Follow Datanami:
May 17, 2013

Software Development Strategies for the Age of Data

Michael Hoskins

As someone who has been in the software industry since the ‘80s, I have seen many trends come and go.  The “Age of Data” that we are entering is the most profound – and most exciting – time of transformation I have yet experienced.  If you look at businesses experiencing explosive growth right now, nearly all of them have data as their core value driver.  The company may be a dating site, a search engine, an e-tailer or even a traditional telecomms or BPO, but in all cases powerful new revenue streams come from the ability to rapidly connect to new data sources, and then to enrich, analyze and act on that data – at scale.

But as we march toward the Internet of Things, as all objects become sensor-rich smart objects, that data will be generated at volumes that dwarf historical levels and swamp existing data infrastructures.  In the near future, maintaining competitive edge will come from exploring new ways to ingest growing torrents of data from a myriad of sources, use advanced analytics to isolate meaningful correlations and patterns in near real-time, and prompt business actions that deliver value based those insights.

One of the hallmarks of this “Age of Data” is that data is born digitally and flows constantly.  It’s transformative to think about data in terms of flows coursing through “data pipelines” rather than as a centralized, monolithic asset encased in a static environment and updated only at carefully determined intervals with rigid processes. We should expect to see a break from traditional high-friction and brittle ETL and static BI architectures to more ‘organic’ flow-based designs that can adapt to an ever-changing big data landscape. Dizzying breakthroughs in database technologies – NoSQL, Analytic, Graph, etc.; big data platforms like Hadoop; cloud-based integration and advanced predictive analytics all hold promise to assist in the transition.

Software architects and developers must lead the way by aligning with line-of-business stakeholders to understand this radical shift, and innovate with new software platforms that cascade thru extreme high-performance streaming and persistence tiers, and allow for a new class of highly-iterative data and computationally intensive analytic workloads. 

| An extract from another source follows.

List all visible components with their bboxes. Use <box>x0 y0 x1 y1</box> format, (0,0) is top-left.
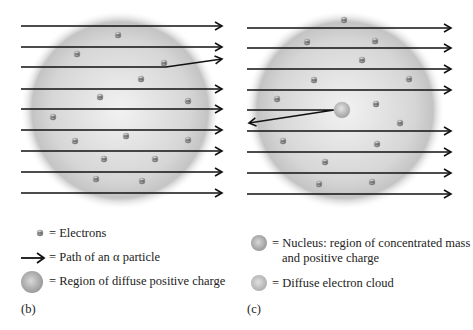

Being able to unlock the value in big data with the almost unlimited and economical processing power of modern commodity hardware is enough to make both technologists and business leaders drool – if the software pieces of the puzzle can catch up. The bad news is that many (yes, even very famous) software stacks are creaking on decades-old heritage, and frankly unprepared to economically scale in the Age of Data. The good news is that, while some of the long-entrenched stacks will stumble under the weight of big data, we’ve entered a “Wild West” phase where a rush of new software technologies geared for the Age of Data will continue to appear. Not all of the new technologies will prove viable in the long run, and not all of the established players will falter, but now is the time to experiment and embrace these future-friendly players.

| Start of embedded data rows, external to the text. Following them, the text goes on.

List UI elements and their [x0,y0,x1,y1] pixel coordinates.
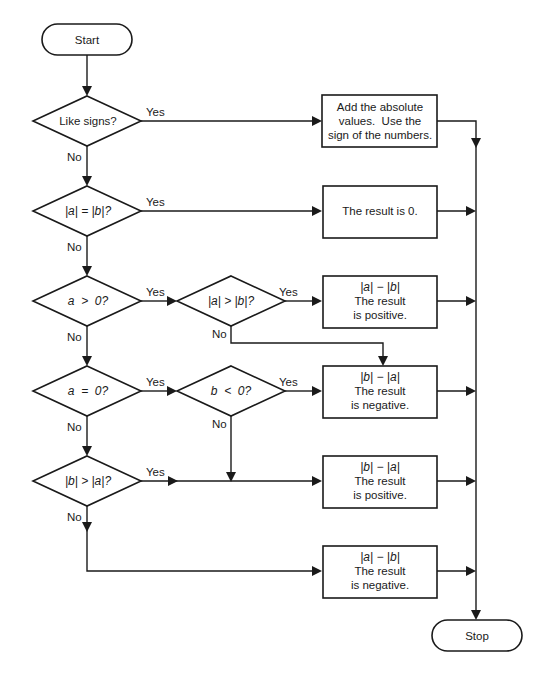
arrow-right-icon [312,476,322,486]
result-zero: The result is 0. [323,186,437,238]
decision-b-negative-label: b < 0? [211,384,252,398]
no-label: No [212,418,227,430]
result-line: The result is 0. [342,205,417,217]
decision-a-zero-label: a = 0? [68,384,109,398]
terminal-start-label: Start [75,34,100,46]
result-formula: |a| − |b| [360,550,400,564]
yes-label: Yes [146,466,165,478]
arrow-right-icon [168,476,178,486]
no-label: No [67,421,82,433]
terminal-stop: Stop [432,620,522,651]
arrow-down-icon [82,176,92,186]
arrow-down-icon [82,356,92,366]
decision-a-zero: a = 0? [33,366,141,416]
decision-like-signs: Like signs? [33,96,141,146]
result-line: The result [354,565,406,577]
no-label: No [212,328,227,340]
result-add-abs: Add the absolute values. Use the sign of… [322,95,437,147]
result-a-minus-b-positive: |a| − |b| The result is positive. [323,276,437,328]
decision-abs-equal: |a| = |b|? [33,186,141,236]
arrow-right-icon [466,206,476,216]
arrow-down-icon [82,266,92,276]
arrow-right-icon [312,116,322,126]
arrow-down-icon [378,356,388,366]
result-formula: |b| − |a| [360,460,400,474]
decision-a-positive: a > 0? [33,276,141,326]
terminal-start: Start [42,24,132,55]
arrow-right-icon [466,386,476,396]
result-line: sign of the numbers. [328,129,432,141]
arrow-right-icon [466,476,476,486]
result-b-minus-a-negative: |b| − |a| The result is negative. [323,366,437,418]
decision-abs-b-gt-abs-a-label: |b| > |a|? [65,474,111,488]
result-line: is positive. [353,309,407,321]
no-label: No [67,241,82,253]
result-line: Add the absolute [337,101,423,113]
arrow-right-icon [312,206,322,216]
result-line: The result [354,475,406,487]
arrow-down-icon [82,522,92,532]
result-line: The result [354,385,406,397]
arrow-right-icon [466,296,476,306]
arrow-down-icon [82,446,92,456]
decision-like-signs-label: Like signs? [59,115,117,127]
arrow-right-icon [466,566,476,576]
result-formula: |b| − |a| [360,370,400,384]
result-a-minus-b-negative: |a| − |b| The result is negative. [323,546,437,598]
yes-label: Yes [146,286,165,298]
decision-b-negative: b < 0? [177,366,285,416]
flowchart-canvas: Start Stop Like signs? |a| = |b|? a > 0?… [0,0,556,676]
result-line: values. Use the [339,115,421,127]
arrow-right-icon [312,566,322,576]
yes-label: Yes [279,286,298,298]
result-b-minus-a-positive: |b| − |a| The result is positive. [323,456,437,508]
result-line: is positive. [353,489,407,501]
yes-label: Yes [279,376,298,388]
arrow-right-icon [312,386,322,396]
decision-abs-equal-label: |a| = |b|? [65,204,111,218]
decision-abs-a-gt-abs-b-label: |a| > |b|? [208,294,254,308]
result-formula: |a| − |b| [360,280,400,294]
arrow-down-icon [471,610,481,620]
arrow-down-icon [82,86,92,96]
result-line: is negative. [351,579,409,591]
no-label: No [67,331,82,343]
result-line: The result [354,295,406,307]
arrow-down-icon [471,138,481,148]
no-label: No [67,511,82,523]
decision-abs-b-gt-abs-a: |b| > |a|? [33,456,141,506]
arrow-right-icon [312,296,322,306]
yes-label: Yes [146,376,165,388]
decision-abs-a-gt-abs-b: |a| > |b|? [177,276,285,326]
no-label: No [67,151,82,163]
terminal-stop-label: Stop [465,630,489,642]
yes-label: Yes [146,106,165,118]
result-line: is negative. [351,399,409,411]
yes-label: Yes [146,196,165,208]
decision-a-positive-label: a > 0? [68,294,109,308]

The potential for business outcomes is breathtaking, but will only accrue to innovators who recognize that this is not your father’s data landscape, that we are on the cusp of a whole new generation of super-scaling software to help you survive and thrive in the Age of Data. The race is on to turn these raw mountains of data into meaningful business action – to “out-predict” the competition. We are moving irrevocably from the human-powered “art” of decisioning to the data-powered “science” of decisioning, spurred by the promise of advanced analytics to help us make ever more timely and accurate decisions.

If you’re with a new organization that’s just formulating its data infrastructure, you have the luxury to adopt modern software architectures from the ground up. If you’re with an established organization, there are many opportunities to leverage existing infrastructure, and evolve towards more scalable and economic software infrastructure as you go.  

How to get started?    If you haven’t already, I suggest that you look for a part of your business where a project could deliver business impact through augmented, data-driven actions, or maybe even fully automated actions. You can leverage the data in your existing infrastructure (or from outside sources) with an agile architecture to capture, analyze and act on data to drive better decisions. 

Here are a few tips to get you started:

  1. Look for a part of your business where adding decision science will make a difference.  Where you can mine mountains of internet- or machine-generated data using advanced analytic techniques to generate predictive models to augment the decision process.
  2. Look for software that is hardware-agnostic, that gives you easy access to the latent power that today sits largely untapped in commodity multicore servers or clusters. 
  3. Harness the power of parallelism. Think in terms of technology combinations that fully and elastically scale up and scale out (SUSO), exploiting both fine-grained thread-level and coarse-grained process level parallelism, so you have future-proofing built in as your data volumes and varieties expand over time. 
  4. Think in terms of both design-time and run-time agility. You want technology that is designed for and natively operates in the modern era, but that has a mature, robust management layer and ecosystem to enable rapid coding and easy updating as the rapid pace of technology evolution continues. 
  5. Choose architectures that give you game-changing price-performance capability. Avoid traditional architectures that can only scale through expensive “big wallet” approaches that consume alarming amounts of pricy hardware and software.

The Age of Data demands modern software architectures that can help organizations transform big data into business value.  For a creative technologist eager to bring unprecedented value to the business side of the organization, it’s an exciting time.

 

Actian Corporation’s CTO Michael Hoskins directs the company’s technology innovation strategies and evangelizes accelerating trends in big data, and cloud-based and on-premises data management and integration. Mike, a Distinguished and Centennial Alumnus of Ohio’s Bowling Green State University, is a respected technology thought leader who has been featured in TechCrunch, Forbes.com, Datanami, The Register and Scobleizer. He speaks at events worldwide on trends and projections across the industry. Follow him on Twitter: @MikeHSays

 

Related Items:

Data Athletes and Performance Enhancing Algorithms 

Rometty: The Third Era and How to Win the Future 

Can Cloud Bridge the Big Data Talent Gap?